What load_motor() did: It generated 100,000 policies with realistic UK motor characteristics — driver ages weighted towards the 30-60 bracket, NCD distribution reflecting a mature book, ABI vehicle groups centred around 25. It then applied the true DGP to generate claim counts (Poisson) and incurred amounts (Gamma). Exposure varies because about 8% of policies cancel mid-term.

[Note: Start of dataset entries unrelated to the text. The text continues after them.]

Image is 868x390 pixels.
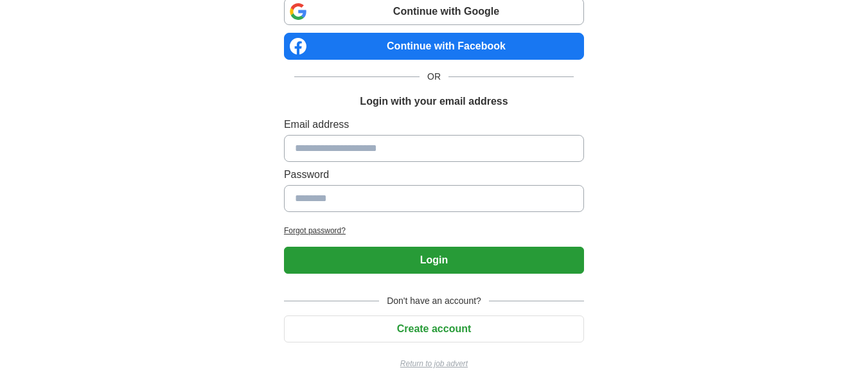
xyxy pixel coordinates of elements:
label: Email address [284,117,584,132]
button: Create account [284,315,584,342]
a: Create account [284,323,584,334]
label: Password [284,167,584,183]
h1: Login with your email address [360,94,508,109]
a: Forgot password? [284,225,584,237]
span: OR [420,70,448,84]
button: Login [284,247,584,274]
a: Return to job advert [284,358,584,369]
a: Continue with Facebook [284,32,584,59]
span: Don't have an account? [379,295,489,308]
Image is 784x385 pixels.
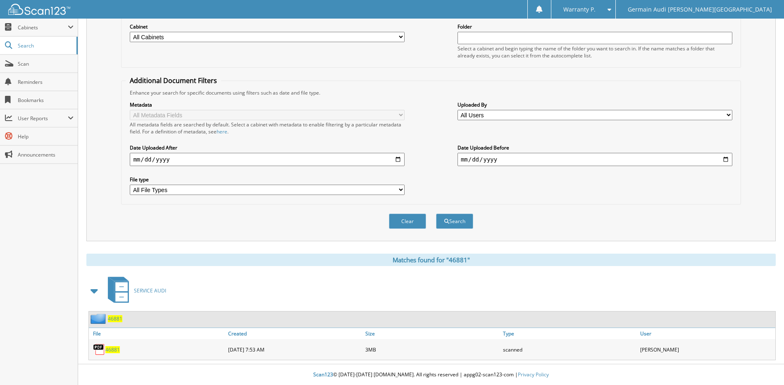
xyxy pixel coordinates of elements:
[18,60,74,67] span: Scan
[18,24,68,31] span: Cabinets
[130,153,405,166] input: start
[91,314,108,324] img: folder2.png
[93,344,105,356] img: PDF.png
[18,151,74,158] span: Announcements
[458,101,733,108] label: Uploaded By
[130,176,405,183] label: File type
[313,371,333,378] span: Scan123
[638,328,776,339] a: User
[226,328,363,339] a: Created
[86,254,776,266] div: Matches found for "46881"
[638,342,776,358] div: [PERSON_NAME]
[458,23,733,30] label: Folder
[130,23,405,30] label: Cabinet
[564,7,596,12] span: Warranty P.
[103,275,166,307] a: SERVICE AUDI
[518,371,549,378] a: Privacy Policy
[126,89,736,96] div: Enhance your search for specific documents using filters such as date and file type.
[458,153,733,166] input: end
[130,121,405,135] div: All metadata fields are searched by default. Select a cabinet with metadata to enable filtering b...
[18,79,74,86] span: Reminders
[363,328,501,339] a: Size
[130,101,405,108] label: Metadata
[130,144,405,151] label: Date Uploaded After
[458,45,733,59] div: Select a cabinet and begin typing the name of the folder you want to search in. If the name match...
[18,133,74,140] span: Help
[89,328,226,339] a: File
[436,214,473,229] button: Search
[458,144,733,151] label: Date Uploaded Before
[18,115,68,122] span: User Reports
[8,4,70,15] img: scan123-logo-white.svg
[18,97,74,104] span: Bookmarks
[18,42,72,49] span: Search
[105,347,120,354] a: 46881
[363,342,501,358] div: 3MB
[226,342,363,358] div: [DATE] 7:53 AM
[108,316,122,323] a: 46881
[134,287,166,294] span: SERVICE AUDI
[501,342,638,358] div: scanned
[389,214,426,229] button: Clear
[78,365,784,385] div: © [DATE]-[DATE] [DOMAIN_NAME]. All rights reserved | appg02-scan123-com |
[501,328,638,339] a: Type
[217,128,227,135] a: here
[628,7,772,12] span: Germain Audi [PERSON_NAME][GEOGRAPHIC_DATA]
[126,76,221,85] legend: Additional Document Filters
[743,346,784,385] iframe: Chat Widget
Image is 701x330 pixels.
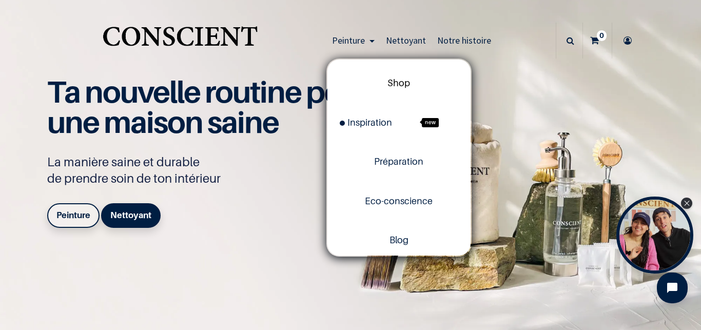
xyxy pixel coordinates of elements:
a: Logo of Conscient [101,21,259,61]
span: Blog [389,234,408,245]
span: Notre histoire [437,34,491,46]
span: Shop [387,77,410,88]
a: Peinture [47,203,100,228]
div: Close Tolstoy widget [681,198,692,209]
span: Préparation [374,156,423,167]
a: Peinture [326,23,380,58]
span: Eco-conscience [365,195,433,206]
span: new [422,118,439,127]
span: Ta nouvelle routine pour une maison saine [47,73,369,140]
iframe: Tidio Chat [648,264,696,312]
b: Nettoyant [110,210,151,220]
a: 0 [583,23,612,58]
b: Peinture [56,210,90,220]
div: Tolstoy bubble widget [616,197,693,273]
sup: 0 [597,30,607,41]
span: Inspiration [340,117,392,128]
div: Open Tolstoy [616,197,693,273]
span: Peinture [332,34,365,46]
a: Nettoyant [101,203,161,228]
img: Conscient [101,21,259,61]
span: Nettoyant [386,34,426,46]
div: Open Tolstoy widget [616,197,693,273]
p: La manière saine et durable de prendre soin de ton intérieur [47,154,381,187]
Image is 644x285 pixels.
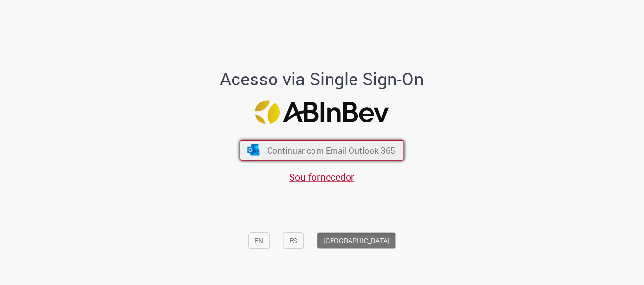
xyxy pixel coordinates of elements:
img: ícone Azure/Microsoft 360 [246,145,260,156]
span: Continuar com Email Outlook 365 [267,144,396,156]
h1: Acesso via Single Sign-On [187,69,457,88]
img: Logo ABInBev [255,101,389,124]
button: ES [282,232,303,248]
button: EN [248,232,269,248]
button: [GEOGRAPHIC_DATA] [316,232,396,248]
button: ícone Azure/Microsoft 360 Continuar com Email Outlook 365 [239,140,404,160]
a: Sou fornecedor [289,170,355,184]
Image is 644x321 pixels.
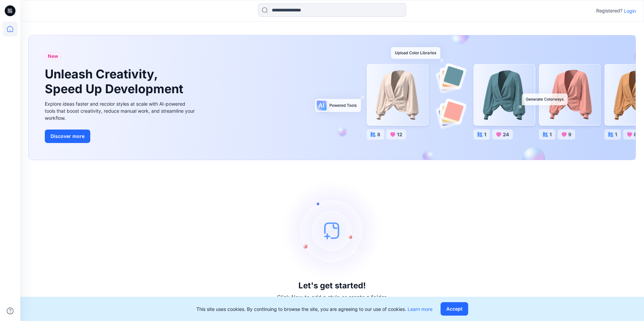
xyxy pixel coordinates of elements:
p: Login [624,7,636,15]
span: New [48,52,58,60]
p: Registered? [596,7,622,15]
img: empty-state-image.svg [282,180,383,281]
h3: Let's get started! [298,281,365,290]
button: Accept [440,302,468,316]
a: Discover more [45,130,196,143]
p: Click New to add a style or create a folder. [277,293,387,301]
p: This site uses cookies. By continuing to browse the site, you are agreeing to our use of cookies. [196,305,432,313]
button: Discover more [45,130,90,143]
div: Explore ideas faster and recolor styles at scale with AI-powered tools that boost creativity, red... [45,100,196,121]
h1: Unleash Creativity, Speed Up Development [45,67,186,96]
a: Learn more [408,306,432,312]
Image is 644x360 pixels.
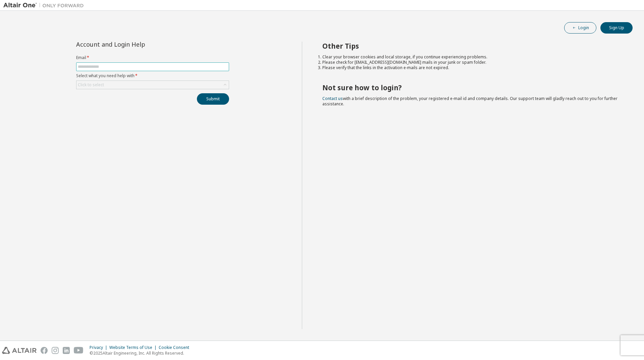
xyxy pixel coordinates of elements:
[2,347,37,354] img: altair_logo.svg
[76,42,198,47] div: Account and Login Help
[322,42,621,51] h2: Other Tips
[89,345,110,350] div: Privacy
[322,83,621,92] h2: Not sure how to login?
[564,22,597,34] button: Login
[322,65,621,71] li: Please verify that the links in the activation e-mails are not expired.
[76,73,229,79] label: Select what you need help with
[63,347,70,354] img: linkedin.svg
[110,345,159,350] div: Website Terms of Use
[322,54,621,60] li: Clear your browser cookies and local storage, if you continue experiencing problems.
[74,347,83,354] img: youtube.svg
[89,350,193,356] p: © 2025 Altair Engineering, Inc. All Rights Reserved.
[76,81,229,89] div: Click to select
[3,2,87,9] img: Altair One
[197,93,229,105] button: Submit
[78,82,104,88] div: Click to select
[322,96,618,107] span: with a brief description of the problem, your registered e-mail id and company details. Our suppo...
[76,55,229,60] label: Email
[600,22,633,34] button: Sign Up
[159,345,193,350] div: Cookie Consent
[51,347,59,354] img: instagram.svg
[41,347,48,354] img: facebook.svg
[322,60,621,65] li: Please check for [EMAIL_ADDRESS][DOMAIN_NAME] mails in your junk or spam folder.
[322,96,343,101] a: Contact us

Why we use a library instead of writing the generation ourselves: Consistency. Every module in this course starts from the same portfolio. When Module 3 talks about what the GLM misses and the GBM finds, you are comparing models trained on the same data. When Module 5 adds conformal prediction intervals, the calibration dataset is the same portfolio. This is how a real pricing team works — one agreed dataset, multiple models built on top of it.
Reminder: f-strings¶
If you completed Module 1, you have already seen f-strings. The f"..." syntax lets Python evaluate {...} inside the string. The :, format specifier adds thousand separators; :.3f means three decimal places.
Sanity-checking the data¶
Before fitting any model, look at the data. In a new cell:
You should see 18 columns. The exposure values should be mostly close to 1.0 (annual policies) with some lower values for cancellations. claim_count should be 0 for most rows.
In the next cell:
This shows count, mean, standard deviation, min, and max for each numeric column. The minimum claim_count should be 0, the minimum exposure should be above 0.0. If you see negative values in either column, something went wrong.
In the next cell, check a one-way by area:
df.group_by("area").agg(
pl.col("claim_count").sum().alias("claims"),
pl.col("exposure").sum().alias("exposure"),
pl.len().alias("policies"),
).with_columns(
(pl.col("claims") / pl.col("exposure")).alias("freq")
).sort("area")
What you should see: Area A should have the lowest claim frequency (it is the base area with no uplift). Area F should have the highest, roughly 1.9x area A. This matches exp(0.65) ≈ 1.92, the true area F effect from MOTOR_TRUE_FREQ_PARAMS.
A new Python concept: method chaining. Polars lets you chain operations with .. Each method returns a new DataFrame, so you can chain .group_by(), .agg(), .with_columns(), .sort() one after another. This is the same idea as Excel's CTRL+T tables with multiple computed columns, but written in a chain rather than spread across cells.